Crisis Conversations with the Better Life Lab
Episodes of the Better Life Lab's 2020 Covid-19 Crisis Conversations
The Better Life Lab’s Crisis Conversations podcasts – recorded live and interactive throughout 2020 – explored how the global pandemic, the sudden economic downturn and reckoning with systemic and structural racism disrupted how we work, care, live and expect from businesses, policymakers and each other. Through the power of story and expert perspective, the episodes, which ran every Friday for the first six months of the podcast, then monthly through the end of 2020, created space for people to come together and make sense of the confusing and uncertain times. The episodes sought to create connection in isolating times, better understand what was happening in the moment and wonder what that meant for the future. As always, the goal is to understand and learn from present challenges and to seek out the bold ideas and solutions we need to create a more equitable and just society across race, class and gender in the future, with the opportunity to combine decent and dignified work with time for care and connection across the arc of our lives.
Setting Working Moms Back a Generation?
A Parents' Movement?
Care in the Campaign
Women and Leadership
Woke at Work?
Will COVID Kill Work-Life Balance?
Family Caregiving
Childcare Reckoning
Working Pregnant in the Time of COVID
Lifequake Now
Calling for a New Bailout — for Women of Color
The (Virtual?) Future of Medicine
Being a Dad in the Time of COVID-19
The Uncertain Future of Work
Anti-Blackness in America
To Have and to Have Not — Family Leave in the Pandemic
For Elder-Care Workers in the Pandemic, One State (Mostly) Gets It Right
Doing Essential Work in One of the few Countries that Resists Paid Sick Leave. The USA.
Parenting Alone in the Time of COVID-19
Is our childcare system nearing its breaking point?
The Transformation of Work
A New and Dangerous Enemy — Healthcare Workers Battle Coronavirus at Work and at Home
Living with Layoffs of Pandemic Proportions
Sand and Diamonds — The Pandemic Upends the Balance of Labor At Home
Family and Medical Leave in the Time of Coronavirus
Additional Resources
Below are additional resources produced by the Better Life Lab on some of the topics addressed in Crisis Conversations.
Why It Took So Long For Politicians To Treat The Child Care Crisis As A Crisis
The Care Report
The New America Care Report examines the cost, quality, and availability of child care across the United States.
The Puzzling Future of Child Care and School Re-openings
Engaged Dads and the Opportunities for and Barriers to Equal Parenting in the United States
The Better Life Lab Podcast on PodLink
This will take you to PodLink, a website that hosts links to episodes of the Better Life Lab podcast from a number of different platforms.
Listen to Seasons 1 and 2 of the Better Life Lab Podcast on Slate
The Better Life Lab podcast, explores how work shapes our lives, affects our health and wellbeing and impacts our relationships. We explore what isn’t working with work, and what needs to change so we can all live fuller, fairer healthier lives. On each episode, host Brigid Schulte weaves together deeply personal conversations – compelling stories of people’s struggles and triumphs with what we somewhat simplistically call work-life balance. Accessible discussions about science and research with experts help us see that we’re not alone in our struggles. That work-life balance is hard. And that it will take all of us – individuals, organizations, public policy and cultural norms shifting – to make work – and life – better. For everyone.
The podcast, a production of New America and Slate and sponsored by the Robert Wood Johnson Foundation, is available on Apple, Stitcher, Spotify, Slate, or wherever you get your podcasts.
Season One guests include talks with behavioral economist and bestselling author Dan Ariely on our obsession with busyness; Stanford business professor and author of Dying for a Paycheck Jeff Pfeffer on America’s overwork culture; a bank executive who took summers off as a young mother and still made it to the C-suite, and members of a Washington, DC chapter of Workaholics Anonymous struggling to overcome what they see as a life-sucking addiction to working all the time, even as they’re rewarded for it at work.
Season Two features Basecamp co-founder Jason Fried and Juliet Schor, economist and author of The Overworked American, on how America’s appetite for endless growth keeps us on the work treadmill; the stress not only of work-life conflict, but work-work conflict as jobs become more complex and demanding; Merlin Mann, productivity guru and inventor of the Inbox Zero concept on why we hate e-mail; hourly workers living impossible lives with unpredictable schedules set by an algorithm; workers in Japan who no longer want to work til they drop; and couples struggling to fairly share the load at both work and at home, and why it can be so hard.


- _Description of the task_: Report each line of the data that contains the string "this".

==== Source data

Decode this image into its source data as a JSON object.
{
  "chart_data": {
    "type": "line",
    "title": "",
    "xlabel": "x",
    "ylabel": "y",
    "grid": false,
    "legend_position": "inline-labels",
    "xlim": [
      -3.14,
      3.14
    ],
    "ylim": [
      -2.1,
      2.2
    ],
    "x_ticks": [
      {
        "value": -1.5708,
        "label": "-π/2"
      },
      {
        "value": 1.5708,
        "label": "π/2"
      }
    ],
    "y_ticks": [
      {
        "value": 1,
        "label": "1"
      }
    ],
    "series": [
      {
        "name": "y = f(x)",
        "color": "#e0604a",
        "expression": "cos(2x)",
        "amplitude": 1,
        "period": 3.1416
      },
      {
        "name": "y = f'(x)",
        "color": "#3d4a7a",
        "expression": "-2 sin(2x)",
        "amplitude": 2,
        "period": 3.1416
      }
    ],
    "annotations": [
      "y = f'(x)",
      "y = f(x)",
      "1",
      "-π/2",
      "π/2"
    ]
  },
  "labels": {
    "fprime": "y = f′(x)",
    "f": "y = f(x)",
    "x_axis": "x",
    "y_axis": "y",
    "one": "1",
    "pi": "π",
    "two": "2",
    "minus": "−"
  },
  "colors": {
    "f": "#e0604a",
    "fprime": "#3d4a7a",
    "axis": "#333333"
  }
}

========
==== Source data

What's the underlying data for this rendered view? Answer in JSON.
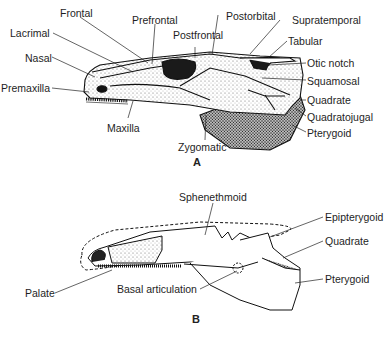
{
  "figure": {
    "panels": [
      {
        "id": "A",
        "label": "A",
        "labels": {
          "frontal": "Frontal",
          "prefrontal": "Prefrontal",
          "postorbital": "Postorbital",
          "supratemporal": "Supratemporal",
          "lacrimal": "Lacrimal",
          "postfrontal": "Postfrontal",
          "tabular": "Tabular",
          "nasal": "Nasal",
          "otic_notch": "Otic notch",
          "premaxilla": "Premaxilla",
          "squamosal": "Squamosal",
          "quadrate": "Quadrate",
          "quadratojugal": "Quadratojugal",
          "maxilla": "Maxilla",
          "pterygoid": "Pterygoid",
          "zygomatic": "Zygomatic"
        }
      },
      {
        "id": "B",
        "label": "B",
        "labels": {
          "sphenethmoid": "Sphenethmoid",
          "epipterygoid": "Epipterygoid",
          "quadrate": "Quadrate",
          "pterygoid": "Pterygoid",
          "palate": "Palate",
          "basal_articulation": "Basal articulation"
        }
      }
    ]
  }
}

========

- _Task result_:
Decode this image into its source data as a JSON object.
What's the underlying data for this rendered view? Answer in JSON.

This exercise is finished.